Of course, there’s another thing in this whole issue that can harden and yet shift and become porous when needed; a thing that is at the heart of what had brought Zakir to Singapore 19 years ago and sent him home before he was ready to leave. What has happened to Zakir is in part the outcome of how borders in a neoliberal country like Singapore can cruelly solidify and permissibly soften according to who and what you are: porous when it comes to billionaires, corporations and oil giants polluting the earth, but far more solid and unforgiving when it comes to Rohingya refugees, workers seeking a better life and supposedly “activist” migrant labourers. Zakir was welcome when he was part of the wave of migrant labour that would work on important projects such as Jewel Changi Singapore and Singapore University of Technology and Design (SUTD), which the state is proud to showcase, but once he spoke up about the basic rights that migrant workers should have, once he expressed in a poem his distress and anger, he is branded as an “activist”. It must be said that in his response to MOM, Zakir took issue with being referred to as an activist, writing in his reply “It saddens me that MOM saw my efforts to speak up about migrant workers’ issues, and to take part in community initiatives, literary art festivals and workshops, as “activism”. To be labelled as an activist in Singapore is incredibly charged, considering the extremely low tolerance the state appears to have for challenges and criticisms to its practices, actions, laws and policies. One would think that a migrant worker expressing distress and anger is perfectly normal considering what he and other workers in dormitories have had to experience, but it seems migrant workers are only appreciated and celebrated when they quietly endure the strenuous labour and the constraints imposed on them. The moment the worker asserts their basic rights, the narrative changes from one of mutual benefit and fraternity, “brothers”, to outrage at the lack of ‘gratitude’ these workers display and steps are taken to keep them in check.
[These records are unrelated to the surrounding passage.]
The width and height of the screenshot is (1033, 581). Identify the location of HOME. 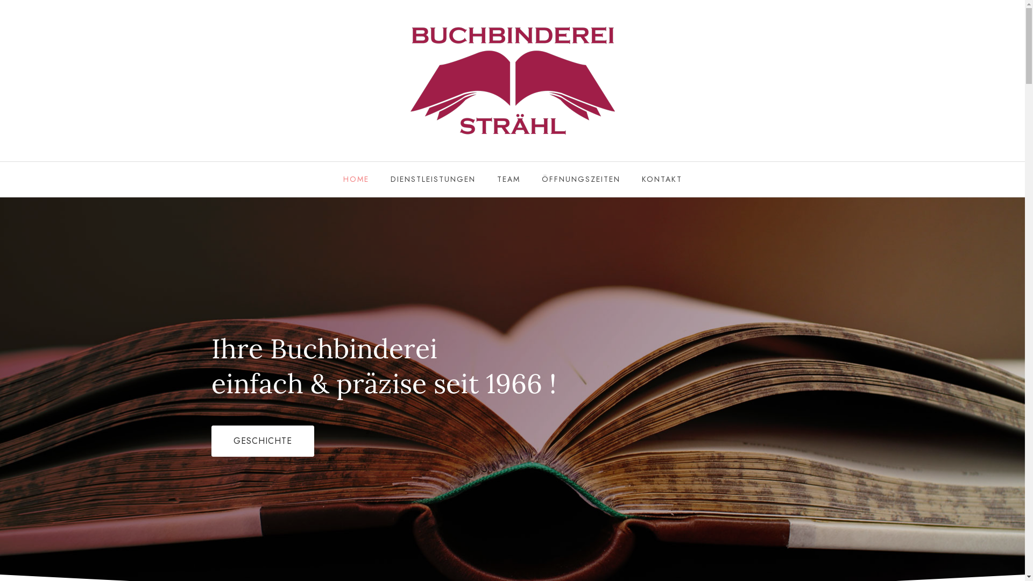
(356, 180).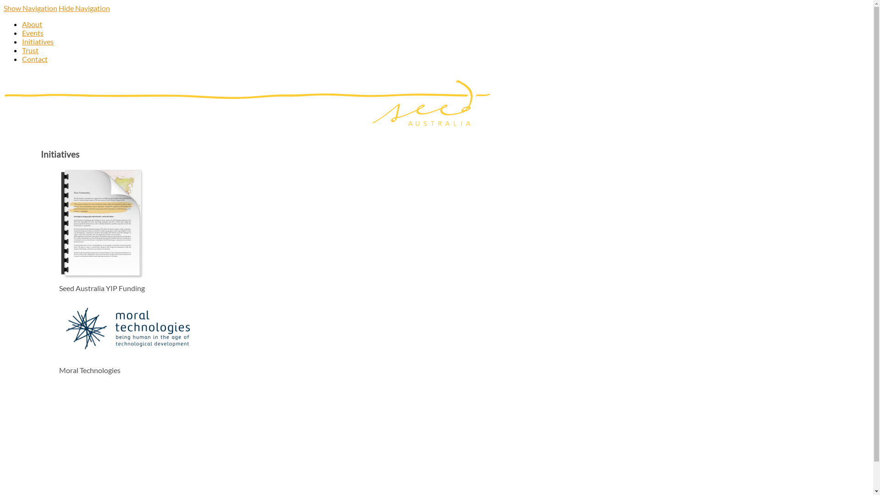 This screenshot has width=880, height=495. I want to click on About, so click(32, 24).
For all the splitting of hairs, I can’t help but wonder what threat Zakir’s poem  posed, exactly.

The statement claims that the poem could have “incited migrant workers” and “inflamed their emotions and possibly caused incidents of public disorder,”.  Yet what “public disorder” exactly has happened with the sharing of his poem on his own Facebook page? Does a poem hold more of a threat than armoured vehicles, and armed riot police? It seems that the memories of Singaporeans are short. It should never be forgotten that just two years ago, it was reported in BBC that “out of Singapore’s 58,341 total positive PCR tests to date, 93% have been among that migrant worker community”, that they experienced a spate of suicides due to the mental anguish of being confined to suffocating dormitories, and are still subjected to different restrictions on movement than Singaporeans. Is it truly a poem that has the potential to inflame workers, and not the accumulation of these indignities and suffering? After all, along with the many things that MOM does not dispute in Zakir’s poem, such as the rotting food, that infected workers were not isolated, and that some slept on the floor of corridors, is the fact that the workers are not their brothers.

What is the power of a poem? With Zakir’s poem, it is the power to tremble the powerful.

About the author(s)

Diana Rahim is an editor, writer and sometimes visual artist whose work currently explores the politics of public space and the experience of the environment. She dreams of autonomy, and kinder, more generative decentralised futures.